A few generations from now, the coastlines of the continent have been redrawn by floods and tides. Global powers have agreed to not produce any new plastics, and what is left has become valuable: garbage is currency. In the region-wide junkyard that Appalachia has become, Coral is a "plucker," pulling plastic from the rivers and woods. She's stuck in Trashlands, a dump named for the strip club at its edge, where the local women dance for an endless loop of strangers and the club's violent owner rules as unofficial mayor. Amid the polluted landscape, Coral works desperately to save up enough to rescue her child from the recycling factories, where he is forced to work. In her stolen free hours, she does something that seems impossible in this place: Coral makes art. When a reporter from a struggling city on the coast arrives in Trashlands, Coral is presented with an opportunity to change her life. But is it possible to choose a future for herself?

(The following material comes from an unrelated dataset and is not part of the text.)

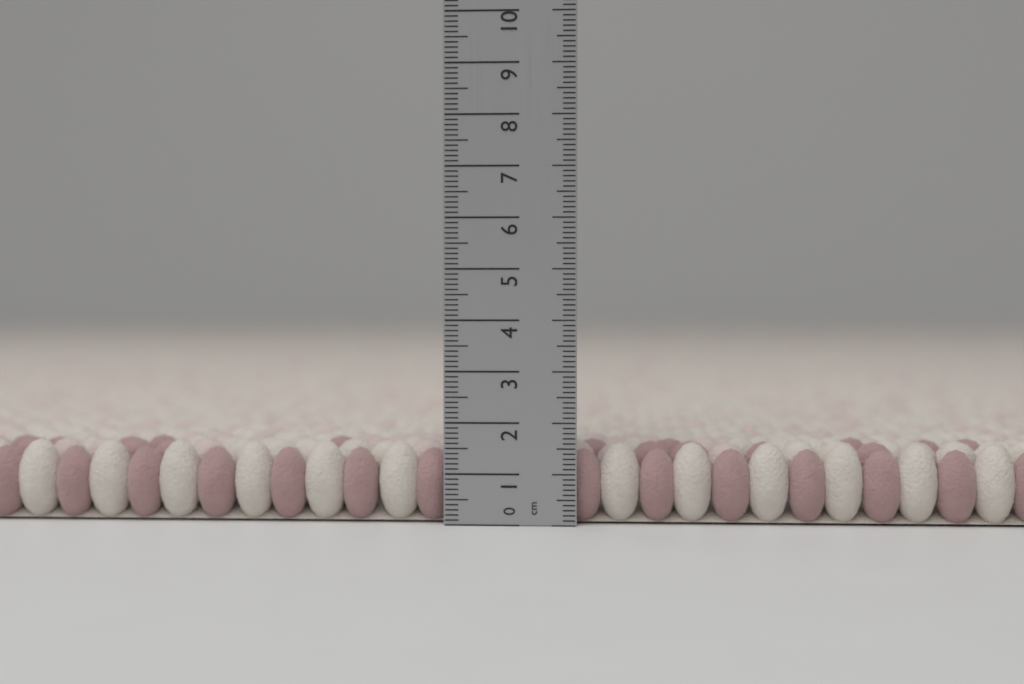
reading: 1.6 cm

Haunted ... Subtle but powerful ... In Stine’s novel, the relationships are what keep the survivors going. Even in times when basic needs necessitate constant work, love and art create lives worth getting up for. In Trashlands, Stine builds a world in which dark times have descended. And yet, she insists, the things that make us human persist. This is her ballad to love in a time of darkness — future and present.

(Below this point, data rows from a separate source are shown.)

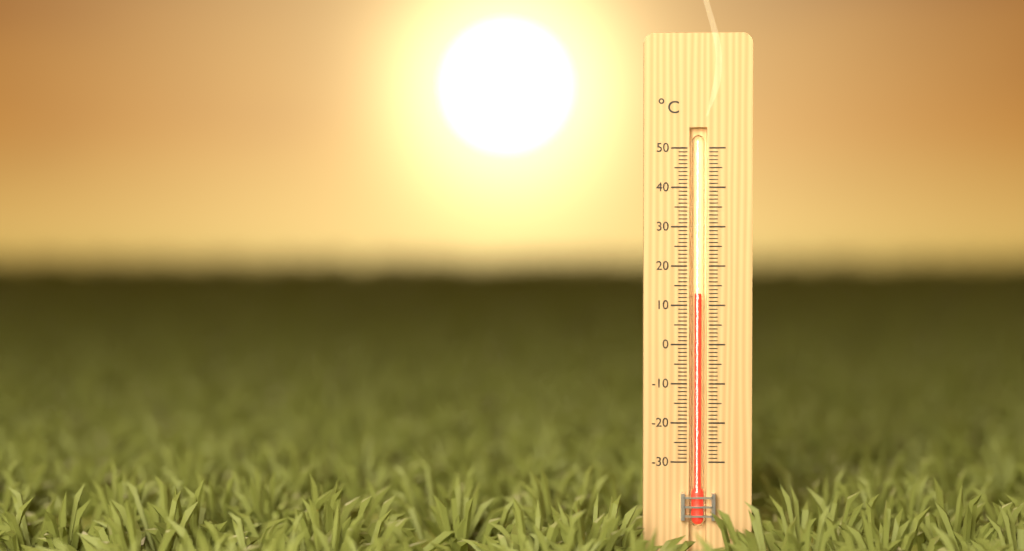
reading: 13 °C
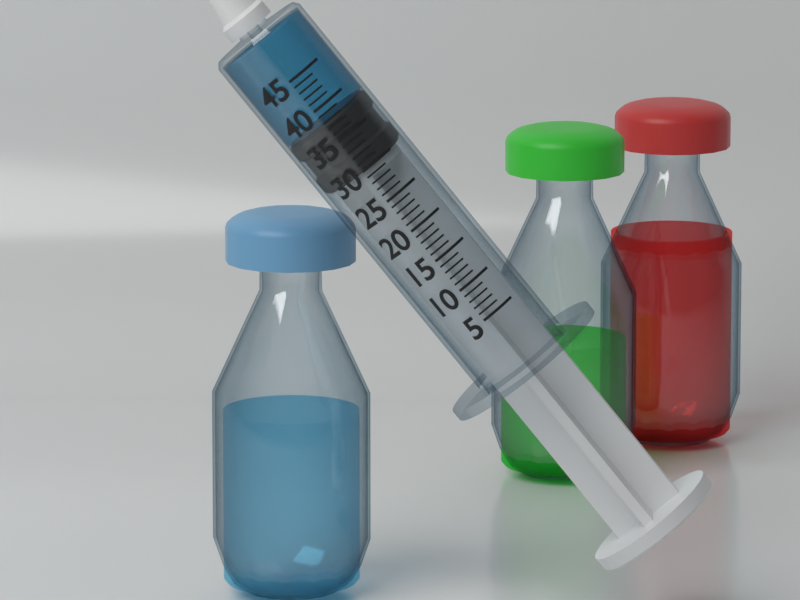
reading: 38 (no unit)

Stine has once again written a thought-provoking, harrowing feminist tale that is a natural extension of our current climate crisis. Beyond the prescient plot, Stine’s characters shine with rich interior lives. Like Coral and her art, the characters create love, small comforts, and joy amidst their grueling day-to-day existences. Highly recommended for all fiction collections.
Searing ... Stine draws on her personal experience of today’s Appalachia to craft a harrowing vision of the future, and at its center is the tug-of-war between what is right and what is necessary to survive. This painful, thought-provoking apocalypse noir fires on all cylinders.